First off, here is the link for Synthetic Biology 3.0, next year's meeting in Switzerland.
This year's meeting was impressive on many counts. As I have noted already (Part II), there was a distinct change in the flavor of the presentations. The first day started out with a Nobel Laureate, followed up by a potential (probable?) future Laureate. There was a significant amount of money in the room, from corporate representatives of synthesis companies to venture capitalist Vinod Khosla. With respect to the technical presentations, the sheer diversity of systems and applications compared to two years ago was remarkable. People are playing with more organisms and more parts (here's the meeting agenda). The number of genes combined in several of the talks was itself remarkable. Medical applications are clearly coming down the pike.
Yet I found something lacking. As in 2004, there was no mention this year of a critical set of tools required in any engineering field. It may not be sexy, but test and measurement gear is what allows rapid comparison of prediction and experimental outcome. Without sophisticated test gear, you have no Pentium, no 777, no Honda Element, no SpaceShipOne. At the moment, while each experiment presented at SB 2.0 may be technically beautiful and impressive, they are primarily one-offs.
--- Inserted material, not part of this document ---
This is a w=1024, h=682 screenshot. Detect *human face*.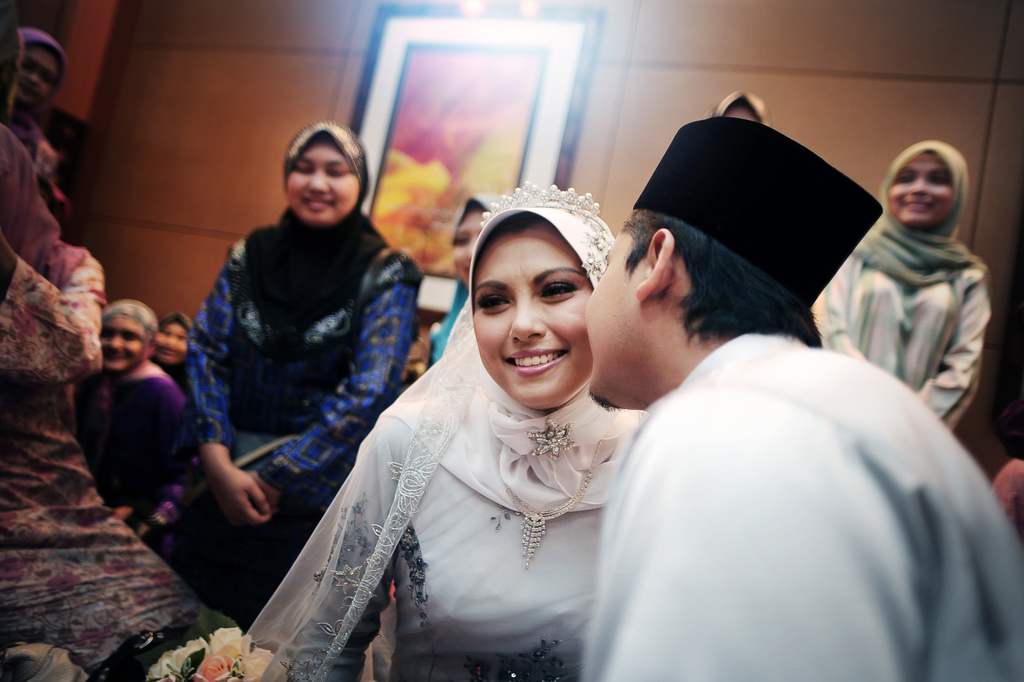
[152,321,190,361].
There is no common signal, and there is no common way to compare experiments in different organisms. This will eventually be addressed through some sort of standardization, such as is being attempted with Biobricks. Yet I have always found the common signal in the Biobricks standard to be confusing. I forget what it was called originally, but now the input and output relationships of the parts are defined in Polymerases Per Second, or POPS, the number of polymerases running into, or out of, a genetic element in a second.
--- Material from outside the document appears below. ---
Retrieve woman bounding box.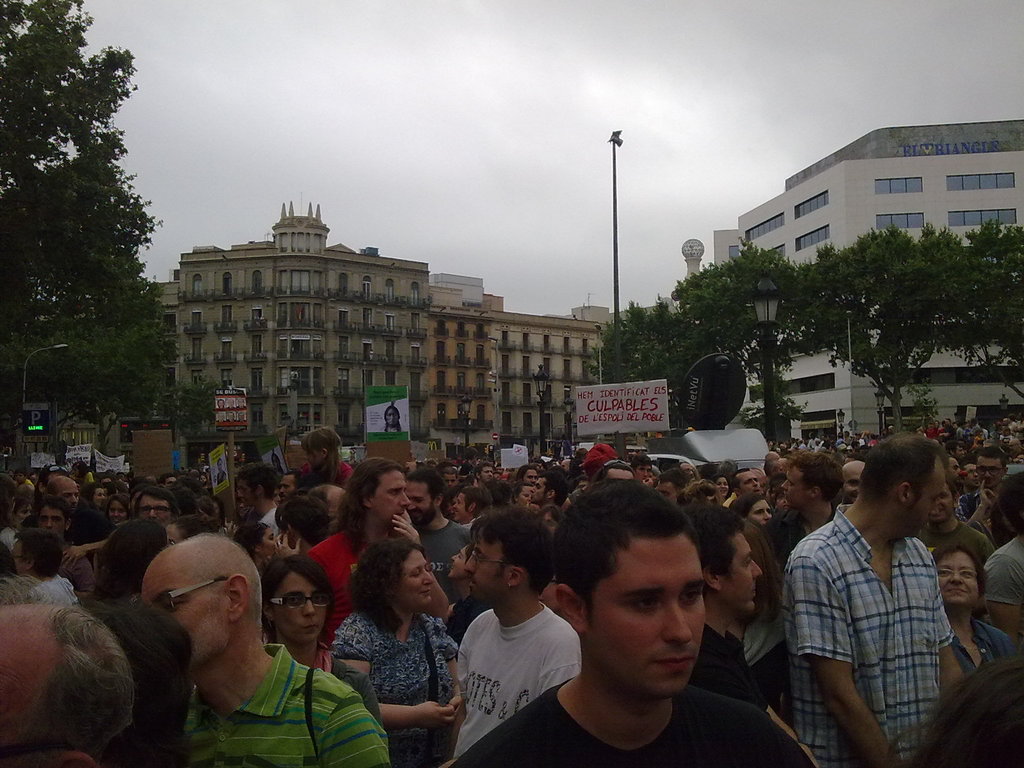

As I write this, I finally realize why I don't like POPS. As Drew Endy describes it, POPS is a way to allow abstraction from the level of genes and specific proteins up to devices with a common reference. I understand this story, and it makes sense to me given the constraints of the biological parts we have to work with. But here's the thing: measuring POPS is presently exceptionally hard. You can test each part in a framework that allows the measurement of POPS, probably using a fluorescent protein as an output signal, which is only vaguely quantitative. It is also not a direct measure of POPS, as there is at least one layer of function between the number of RNA polymerases running down DNA and the number of proteins that get translated from RNA. But it gets worse; how to you troubleshoot the entire circuit? Where do you stick the multimeter probes on the fly to see why your circuit isn't behaving as expected? You don't. Instead, you resort to microarrays to check RNA expression levels or you use protein assays. Until there is a magic "POPSometer", there won't be any way to examine a circuit in real time. Fluorescent proteins will never adequately fill this role, 1) because of the time required to fold and produce a fluorescent signal and 2) because you have to build a new circuit every time you want to stick the test probe in a new spot.
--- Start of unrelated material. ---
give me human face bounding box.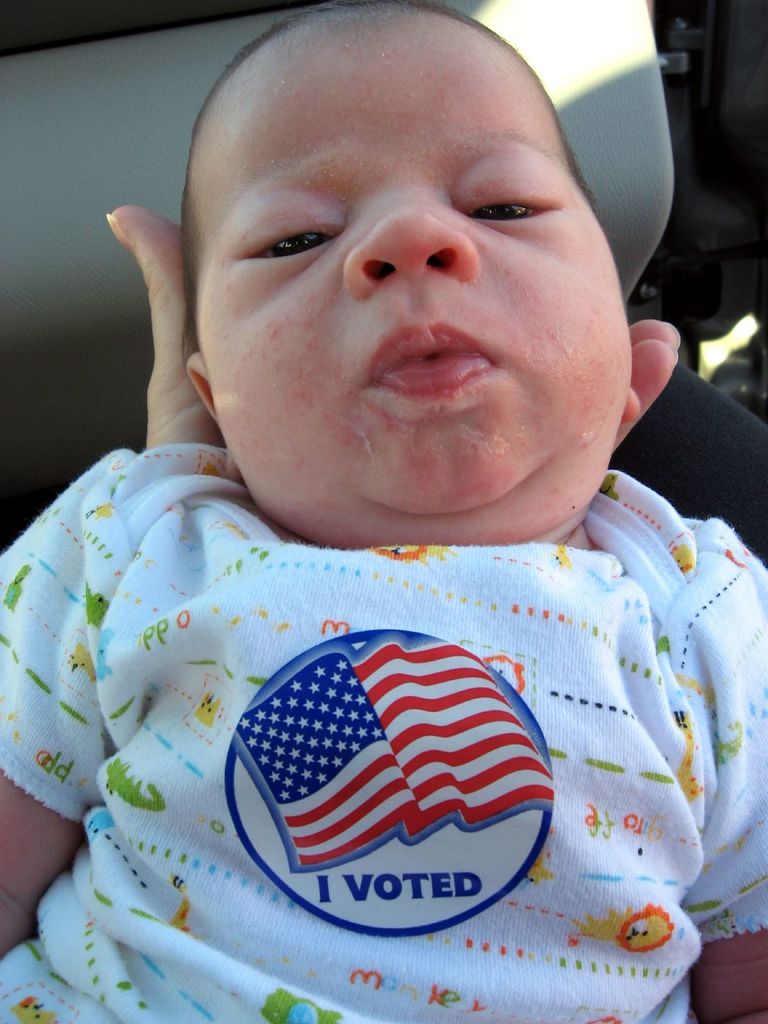
<region>201, 14, 633, 515</region>.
Moreover, tools presently in use provide the illusion to the uninitiated that the physical infrastructure of synthetic biology is already well developed. It is fairly straightforward to get single cell fluorescence or behavior data at this point, but you have to presume the organism is running the program you wrote. Separately, it is easy to sequence large amounts of DNA, generally purified from many individuals. But you can't yet sequence a given bug behaving in a given way to make sure it is following the DNA you put into it. And readily available sequencing technologies average over variation present in a population that may be critical to understanding function.
This technological mismatch extends to discussions of security. We heard descriptions of various programs to monitor DNA synthesis efforts, which would tie into a surveillance network using a microbial background signal for the environment. The later would serve as a reference for efforts to detect novel, and perhaps threatening organisms, in real time. But there isn't yet any technology that can provide that sort of environmental information, nor will one be available in short order from what I have seen.
In summary, we are still at the beginning of a very long road. Before chemical engineering came synthetic chemistry, and before biological engineering will come synthetic biology. I just wish the community had better perspective on how far we have to go.